After in effect having unilaterally disarmed their countries because they imagined soft power to be nobler than the hard variety and because, in any event, the North Americans would always be there to protect them from harm, the Europeans are simply too weak to do much more than wring their hands and offer to help after a simulacrum of peace is restored. As for the Chinese, while they will want to take advantage of their big rival’s inability to bring down the Iranian regime using air power alone, they would surely be happy to see such a dangerous trouble-maker definitively removed from a region in which they have many strategic interests.
Almost half a century ago, few people in the West understood that the fall of the Shah and his replacement by the Ayatollah Ruhollah Khomeini could have some far-reaching implications. Most progressives assumed it was just another positive development in the rebellion against cultural imperialism by what was then called “the Third World” and that it would not affect them personally in any way. They certainly did not see it as evidence that Islamic militancy was beginning to gain strength and that, as time went by, it would pose a serious challenge to Western societies.

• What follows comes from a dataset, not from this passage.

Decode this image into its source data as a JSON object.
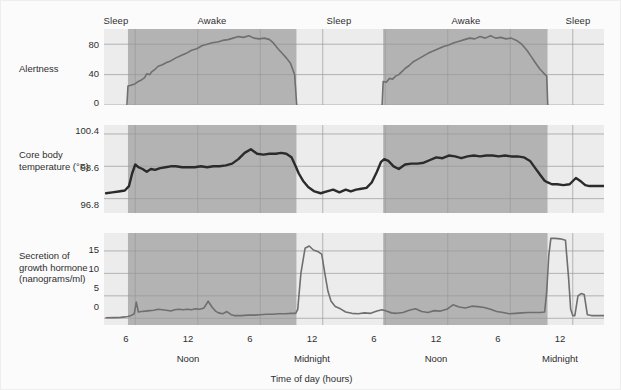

After all, as those interested in such exotic matters pointed out, Khomeini was a Shiite and therefore a sworn enemy of the Sunnites, so his influence would surely be limited to Iran and parts of Iraq. Few were impressed by the ritual screaming of “death to Israel” and “death to America” by huge crowds mobilised by the regime. The majority assumption was, and remains, that holy war or Jihad is an out-dated medieval concept that nobody living today could possibly take seriously.
That was the case for a long time when the superiority of Western ways seemed part of the natural order of things, but those days now belong to the past. In much of Europe, apologetic governments led by politicians who take pride in their willingness to express contempt for the societies they were born in have grown accustomed to making concession after concession to supposedly representative Muslim groups in the belief that pandering to grievance-mongers will foster social harmony. In some places it may, but it also makes many people feel that Islam is on the march, an impression that naturally encourages the faithful, especially the more aggressive among them, to demand far more, but alarms unbelievers and by doing so raises inter-communal tensions.
For many years, the Iranian regime and, in a slightly subtler manner, some Sunnite governments, have taken advantage of the West’s eagerness to embrace multiculturalism by, among other things, investing in the world’s most prestigious universities. They have lavishly endowed study programmes designed to promote the idea that only racists think that Islam is such an all-encompassing and authoritarian creed that it cannot be made compatible with democracy.
In this endeavour they have been remarkably successful. It was not because Trump failed to consult them before bombarding Iran that European governments refused to help the United States remove a regime that at home slaughters protestors by the tens of thousands and vigorously promotes terrorism abroad, as well as openly seeking to wipe out another sovereign country, but because they all feared the predictably furious reaction of their Muslim populations and their many left-wing allies who for years have been staging in major cities large demonstrations in which they protest against the continued existence of Israel.